The assertion that economies were based on trade isn't well-founded. Multiple researchers have found that economies were based on credit rather than trade - trading goods for the future expectation of a trade rather than an immediate barter.

https://www.theatlantic.com/business/archive/2016/02/barter-...

I think for sake of argument, trade here is all encompassing. Trade on future, trade on credit, on loan, IOU, or cash... it’s still a trade. A barter between one entity and another for perceived value.
That is not at all what your link nor the studies it references says

it talks about a Community based "gift" economies that are not scalable and work only with limited numbers of close knit people in a single cultural homogenized community

I wonder if this is the reason for the recent bitcoin surge?
I'm not sure why you're being downvoted; it might not be the reason but I feel like it's a reason based on personal experience.

I've been both a BTC skeptic and advocate in the past; I was recently brought back from skepticism by the massive US stimulus and the "if we can pay for corporate bailouts, we can pay off all student debt" line of thinking. I'm not even against those policies, but I'd prefer to have my currency not denominated in USD.

Total student debt is only ~5% of US GDP. We could undo the last tax cut and it would be paid for in a year.

US taxes are at a historic low. There's plenty of money even to make school completely free. The idea that paying for student loans would affect the economy at all is nuts to me. Not even counting the corona bailouts we could have paid for it by just not lowering corporate taxes the last few years.

Student loans disproportionately affect the poor and middle class, to the benefit of the rich. The main reason that school has become more expensive and led to all these loans is huge cuts in state funding to colleges. For our parents most states paid over 70% of their tuition. That percentage is far lower now.

Basically I'm saying the money to pay for school used to be there, but it was taken away and now we have a whole generation in student loan debt. We almost owe it to those people to "make things right" and pay for their school just like we did for previous generations

Unlimited quantitative easing and low interest rates is why everything is going up this year; housing, stocks, bitcoin.
Both Square and PayPal are now offering BTC in their ecosystems. They're both buying up massive amounts. Why are people using SQ and PYPL to buy BTC? Probably ease-of-use and if you leave your money in USD you'll be hit negatively by the current money printing (quantitative easing).
Nobody wants rubles or yuan, and the euro won't last another 5 years - TINA to the USD.
I read this back when it was posted a few days ago and it was very good. The heart of it is that the global reserve currency needs to run persistent trade deficits in order to put itself out into the world. This isn’t really sustainable. The dollar will weaken making the US more competitive on exports.

I think this combined with the decade or more of low interest rates will create a really prosperous time for the US. That is assuming we can take advantage of it and don’t instead try to drag out the petrodollar system.

It’s a re-post but it was a great read and took me so long to finish that I lost the original thread anyway...

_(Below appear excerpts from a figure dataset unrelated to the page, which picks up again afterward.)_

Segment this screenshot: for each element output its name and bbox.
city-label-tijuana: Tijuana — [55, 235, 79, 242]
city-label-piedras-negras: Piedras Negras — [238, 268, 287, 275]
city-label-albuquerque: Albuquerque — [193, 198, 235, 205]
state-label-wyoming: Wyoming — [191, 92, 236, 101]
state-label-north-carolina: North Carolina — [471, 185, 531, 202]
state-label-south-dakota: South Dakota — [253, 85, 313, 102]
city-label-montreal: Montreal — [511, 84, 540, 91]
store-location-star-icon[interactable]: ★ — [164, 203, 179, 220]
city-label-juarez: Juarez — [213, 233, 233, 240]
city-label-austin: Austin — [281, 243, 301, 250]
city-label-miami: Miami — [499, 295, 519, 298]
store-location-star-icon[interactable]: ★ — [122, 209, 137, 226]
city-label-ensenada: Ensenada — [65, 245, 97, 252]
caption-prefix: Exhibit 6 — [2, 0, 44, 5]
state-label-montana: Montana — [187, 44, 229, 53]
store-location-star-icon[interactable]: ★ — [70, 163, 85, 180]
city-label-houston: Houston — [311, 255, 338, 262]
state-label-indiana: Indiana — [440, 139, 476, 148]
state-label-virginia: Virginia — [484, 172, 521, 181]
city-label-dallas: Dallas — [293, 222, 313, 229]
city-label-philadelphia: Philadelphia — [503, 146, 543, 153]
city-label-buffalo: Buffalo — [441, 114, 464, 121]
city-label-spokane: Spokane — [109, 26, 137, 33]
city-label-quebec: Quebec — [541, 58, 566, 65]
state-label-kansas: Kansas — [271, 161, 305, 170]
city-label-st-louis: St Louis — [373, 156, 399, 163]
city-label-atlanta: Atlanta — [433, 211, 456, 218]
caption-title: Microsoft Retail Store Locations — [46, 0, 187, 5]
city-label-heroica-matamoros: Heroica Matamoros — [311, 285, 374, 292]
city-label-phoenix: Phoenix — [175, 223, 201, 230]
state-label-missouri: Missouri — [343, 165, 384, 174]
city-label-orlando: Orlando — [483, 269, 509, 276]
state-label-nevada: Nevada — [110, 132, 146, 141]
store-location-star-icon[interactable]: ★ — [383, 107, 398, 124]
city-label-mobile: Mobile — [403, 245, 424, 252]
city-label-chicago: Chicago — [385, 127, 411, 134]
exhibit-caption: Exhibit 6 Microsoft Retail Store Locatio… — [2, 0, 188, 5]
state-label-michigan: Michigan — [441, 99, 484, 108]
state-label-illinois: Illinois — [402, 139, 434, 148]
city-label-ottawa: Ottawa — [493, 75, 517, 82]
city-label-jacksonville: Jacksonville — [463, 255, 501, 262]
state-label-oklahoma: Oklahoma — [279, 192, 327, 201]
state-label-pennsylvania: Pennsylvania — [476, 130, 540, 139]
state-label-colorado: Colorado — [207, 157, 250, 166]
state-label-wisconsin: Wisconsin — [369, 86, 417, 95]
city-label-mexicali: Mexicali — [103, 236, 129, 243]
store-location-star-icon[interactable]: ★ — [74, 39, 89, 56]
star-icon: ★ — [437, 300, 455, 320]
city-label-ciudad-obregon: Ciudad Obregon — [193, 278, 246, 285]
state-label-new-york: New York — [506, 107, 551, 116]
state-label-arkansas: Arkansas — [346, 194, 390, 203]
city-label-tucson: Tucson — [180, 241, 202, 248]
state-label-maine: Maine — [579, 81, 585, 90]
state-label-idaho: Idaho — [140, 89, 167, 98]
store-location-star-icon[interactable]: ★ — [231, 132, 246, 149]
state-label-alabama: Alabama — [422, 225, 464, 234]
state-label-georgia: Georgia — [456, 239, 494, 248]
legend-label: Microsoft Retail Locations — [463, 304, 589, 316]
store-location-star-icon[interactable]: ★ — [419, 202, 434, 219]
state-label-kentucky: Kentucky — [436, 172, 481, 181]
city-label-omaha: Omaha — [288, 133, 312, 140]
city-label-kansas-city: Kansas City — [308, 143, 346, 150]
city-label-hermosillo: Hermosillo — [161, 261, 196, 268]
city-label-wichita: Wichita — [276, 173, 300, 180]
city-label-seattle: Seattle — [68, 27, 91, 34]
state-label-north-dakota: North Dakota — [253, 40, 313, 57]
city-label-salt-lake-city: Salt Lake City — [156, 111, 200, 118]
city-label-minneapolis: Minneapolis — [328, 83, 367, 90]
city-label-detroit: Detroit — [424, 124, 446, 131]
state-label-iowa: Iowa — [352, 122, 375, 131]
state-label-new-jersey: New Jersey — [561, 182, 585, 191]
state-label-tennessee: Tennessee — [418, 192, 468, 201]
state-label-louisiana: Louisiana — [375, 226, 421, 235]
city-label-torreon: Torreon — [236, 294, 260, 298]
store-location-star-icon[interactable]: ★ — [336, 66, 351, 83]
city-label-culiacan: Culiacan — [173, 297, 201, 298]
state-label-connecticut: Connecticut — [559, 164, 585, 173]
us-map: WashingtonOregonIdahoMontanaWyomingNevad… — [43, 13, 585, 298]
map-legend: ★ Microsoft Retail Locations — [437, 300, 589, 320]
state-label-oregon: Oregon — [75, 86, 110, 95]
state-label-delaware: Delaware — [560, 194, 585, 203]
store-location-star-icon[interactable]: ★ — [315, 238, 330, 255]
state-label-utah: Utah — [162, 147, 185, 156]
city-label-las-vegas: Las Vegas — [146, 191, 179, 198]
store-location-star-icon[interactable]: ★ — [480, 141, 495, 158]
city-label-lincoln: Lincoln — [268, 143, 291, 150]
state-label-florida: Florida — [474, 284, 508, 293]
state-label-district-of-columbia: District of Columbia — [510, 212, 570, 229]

If you’re reading it for the investment takeaway (obligatory disclaimer that this isn’t investment advice), the bottom line is:

> My base case is that going forward over the next several years, the global economy will, more likely than not, encounter the third dollar bear cycle of this current petrodollar system. If so, assets such as global equities, quality residential real estate, precious metals, industrial commodities, and alternatives such as Bitcoin, are likely to do well.

The bitcoin permabears on HN have been hibernating lately, only emerging to give downvotes. It’s quite clear that hard money has a purpose even if you dither on how extensively to use it. Bitcoin is simply the absolute hardest money ever invented that has become globally used, and it’s digital-native. And its marketcap is still so tiny!
These discussions are incomplete without more context of the real resource distribution and global security implications.

Money needs to be a core part of a global distributed information system that incorporates data about resources. Talk about carbon taxes is hinting at this in a very basic and limited way. But for starters, information about what money is used for should be integrated with transactions.

And actually money distribution largely embodies power distribution. This should also be explicitly tracked and integrated into the information system in regards to things like real ability to move resources or military assets etc.

You just are not going to get real security or any degree of equality between nation states or sustainability without resolving the core cultural, political, and technical problems. But at least an emphasis on high technology gives a hint of hope of starting to address these things in a sane manner.

That site looks like a collection of copy-pasted standard "investment wisdom" articles. The word "petrodollar" used in this particular article strongly suggests a propaganda operation, similar to RT or ZeroHedge.
On the contrary, I found this to be anything but a robo-investment column, and this article was the first time I’d seen a rational explanation of the origin and history of the term “petrodollar”, whereas I had only seen it used as a pejorative in the past.